Mar 12 2007
An extra £20M which will more than double the budget for research into green bioenergy was announced at the start of National Science and Engineering Week by Alistair Darling, Secretary of State for Trade and Industry and the Biotechnology and Biological Sciences Research Council (BBSRC) today.
The initiative by BBSRC which will take total public funding to £36M over the next five years was launched at Imperial College in London. It will support the build up of research capacity into how bioenergy can help replace fossil fuels with renewable, low-carbon alternatives.
The UK already has some of the leading experts in photosynthesis - the exploitation of energy from plants and microbes from sunlight. The funding will look at expanding the capacity and skills base allied to turning laboratory excellence into products and processes. Universities and eligible institutions are being asked to come up with proposals for new research centres, collaborative research programmes or new research networks.
Launching the initiative at Imperial College in London, Alistair Darling said:
"We want to leave no stone unturned in reducing our reliance on fossil fuels.
"By significantly increasing the budget for bioenergy research we are giving our excellent science base the opportunity to develop this emerging technology further. Helping it make the leap from the lab to the processes and products of tomorrow.
"There can be no greater prize for science than to contribute to tackling climate change - we want British scientists, British business to lead in that, which is why we are supporting this initiative."

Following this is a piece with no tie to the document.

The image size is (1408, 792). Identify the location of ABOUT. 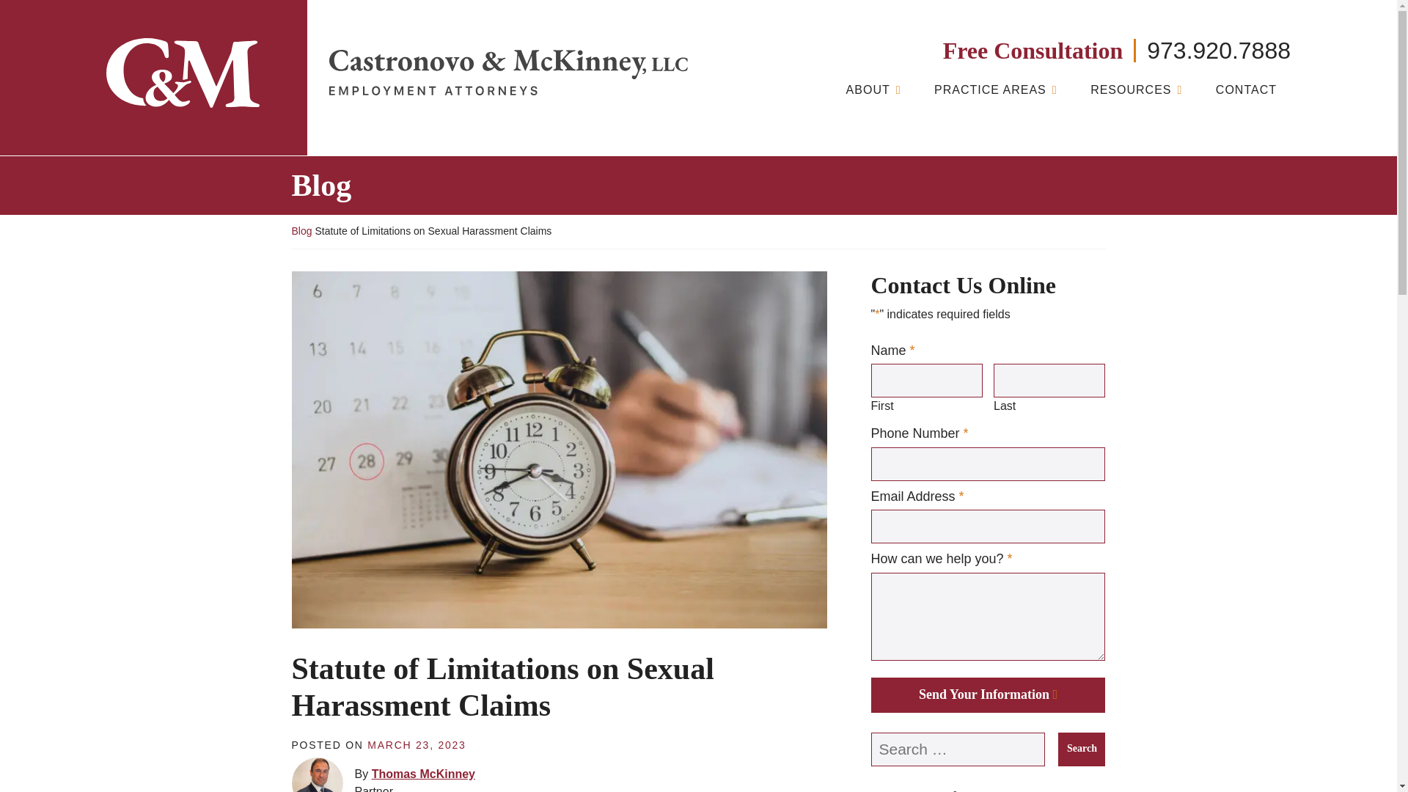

Professor Julia Goodfellow, BBSRC Chief Executive, said: "Bioenergy has a key role to play in the replacement of fossil fuels with renewable, low-carbon alternatives. Photosynthesis is a highly efficient process. 99.5% of the energy that reaches the light harvesting structures of a plant is turned into energy but at the moment we have a poor understanding of what happens once a plant captures this energy. The UK has a world-leading plant science community and is well-placed to develop this science to promote and deliver economic and environmental benefits."
"To fully grasp the environmental and economic opportunities presented by bioenergy the UK needs to meet some important challenges. Our new initiative will help to do this. We need to increase the number of top scientists with bioenergy expertise, we need to bring the UK bioenergy community together into a coherent network, we need to develop a flagship bioenergy programme and we need to ensure that researchers and industry are closely engaged to ensure outcomes have real applications."
Alongside the initiative BBSRC will also look at ways to speed the development of bio-refineries. BBSRC will explore mechanisms for potential academic-industrial collaboration in key areas to ensure strategic research is pursued to underpin industrial processes for the production of non-petrochemical polymers, materials and chemicals.